Re: Quorum | <– Date –> <– Thread –> |
From: R Philip Dowds (rpdowds![]() |
|
Date: Mon, 13 May 2013 04:46:05 -0700 (PDT) |
Our Committees mostly have plenary-adopted Charters, although some of these are little vague and long in the tooth. The real problem, in my opinion, is that in our flattened hierarchy ideal of direct democracy, our Committees have no Chairs and no members. Anyone can announce an open meeting of Committee X, and if any three or more households show up, then the meeting is legitimate. To be fair, most Committees have a core set of regular participants, all self-volunteered and self-appointed. But any member — including someone who just moved in yesterday — can come to any Committee meeting, and speak, or propose, or block. Under these circumstances, Cornerstone is very wary of allocating resources or authority to a Committee. Except for the meeting called Repair, which has (nearly) unrestricted access to the entire reserve fund. All of which seems to me like self-inflicted wounds. RPD Sent from my iPad On May 12, 2013, at 11:04 PM, Muriel Kranowski <murielk [at] vt.edu> wrote: > > I wonder if we have a different idea about what belongs at the committee > level. I assume your committees have defined domains as ours do. Committee > members make the first-cut determination whether something they're > proposing can be handled at the committee level or should be developed and > shepherded by the committee as a plenary consensus issue. > Maybe just knowing that 3 or more household could ask to move a decision > from a committee up to the plenary (which is possible but hasn't happened) > keeps the committees honest, as it were. > > Individual members or informal small groups can bring a proposal to the > plenary as well, but after years of finding rough going for such proposals > (which often are not well prepared and not aired out in advance for > community feedback), this doesn't happen as often as it once did. > > Frankly, also, now that many of us are going on 12 years in residence, many > members have burned out on governance and only perk up when something big > comes along.

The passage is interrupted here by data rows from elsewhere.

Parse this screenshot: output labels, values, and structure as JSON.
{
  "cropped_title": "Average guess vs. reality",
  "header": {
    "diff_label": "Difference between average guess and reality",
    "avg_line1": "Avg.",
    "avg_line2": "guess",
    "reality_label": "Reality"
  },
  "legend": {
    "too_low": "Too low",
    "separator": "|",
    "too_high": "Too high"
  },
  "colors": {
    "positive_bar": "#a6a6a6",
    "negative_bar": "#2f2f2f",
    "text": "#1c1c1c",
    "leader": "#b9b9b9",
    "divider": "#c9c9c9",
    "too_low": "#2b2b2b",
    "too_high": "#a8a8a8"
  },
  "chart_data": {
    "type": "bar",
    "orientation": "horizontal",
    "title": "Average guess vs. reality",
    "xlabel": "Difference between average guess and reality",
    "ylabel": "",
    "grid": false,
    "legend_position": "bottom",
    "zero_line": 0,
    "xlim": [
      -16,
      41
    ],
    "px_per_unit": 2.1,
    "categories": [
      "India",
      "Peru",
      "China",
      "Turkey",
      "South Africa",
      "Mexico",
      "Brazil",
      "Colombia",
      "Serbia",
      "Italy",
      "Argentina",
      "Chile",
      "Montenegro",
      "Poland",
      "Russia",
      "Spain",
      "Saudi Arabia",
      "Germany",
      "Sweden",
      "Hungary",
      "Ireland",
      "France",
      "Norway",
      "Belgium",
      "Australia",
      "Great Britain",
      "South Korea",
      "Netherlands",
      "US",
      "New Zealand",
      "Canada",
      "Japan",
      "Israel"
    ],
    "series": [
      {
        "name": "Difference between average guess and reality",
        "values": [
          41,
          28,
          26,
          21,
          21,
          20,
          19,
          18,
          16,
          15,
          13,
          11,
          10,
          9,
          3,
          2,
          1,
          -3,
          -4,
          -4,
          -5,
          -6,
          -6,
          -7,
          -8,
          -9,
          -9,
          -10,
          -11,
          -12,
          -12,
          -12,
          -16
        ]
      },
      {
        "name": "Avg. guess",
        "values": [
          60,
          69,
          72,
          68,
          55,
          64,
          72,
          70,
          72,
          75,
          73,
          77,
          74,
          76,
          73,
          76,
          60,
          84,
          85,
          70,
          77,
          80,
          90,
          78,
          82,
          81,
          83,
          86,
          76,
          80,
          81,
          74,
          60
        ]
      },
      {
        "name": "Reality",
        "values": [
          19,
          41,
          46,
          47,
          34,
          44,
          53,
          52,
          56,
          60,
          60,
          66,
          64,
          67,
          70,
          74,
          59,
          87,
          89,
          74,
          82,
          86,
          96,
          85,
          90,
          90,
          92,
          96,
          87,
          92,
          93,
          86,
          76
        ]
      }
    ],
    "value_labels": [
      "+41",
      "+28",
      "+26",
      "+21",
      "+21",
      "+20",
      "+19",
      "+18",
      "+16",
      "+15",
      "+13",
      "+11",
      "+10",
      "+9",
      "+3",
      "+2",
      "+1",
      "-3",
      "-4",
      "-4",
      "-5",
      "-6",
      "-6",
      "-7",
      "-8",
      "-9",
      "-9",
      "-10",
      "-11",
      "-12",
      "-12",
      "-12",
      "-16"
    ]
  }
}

It's governance by "I trust those of you who care enough to > work on committees and attend plenary meetings to do the right thing" more > than it is self-governance, I think. > > Why is it that your members feel so queasy about your committees? > > Muriel
- Re: Quorum, (continued)
- Re: Quorum Sharon Villines, May 13 2013
- Re: Quorum Muriel Kranowski, May 12 2013
- Re: Quorum R Philip Dowds, May 12 2013
- Re: Quorum Muriel Kranowski, May 12 2013
- Re: Quorum R Philip Dowds, May 13 2013
-
Re: Quorum R Philip Dowds, May 13 2013
- Re: Quorum Mabel Liang, May 13 2013
- Re: Quorum Sharon Villines, May 13 2013
Results generated by Tiger Technologies Web hosting using MHonArc.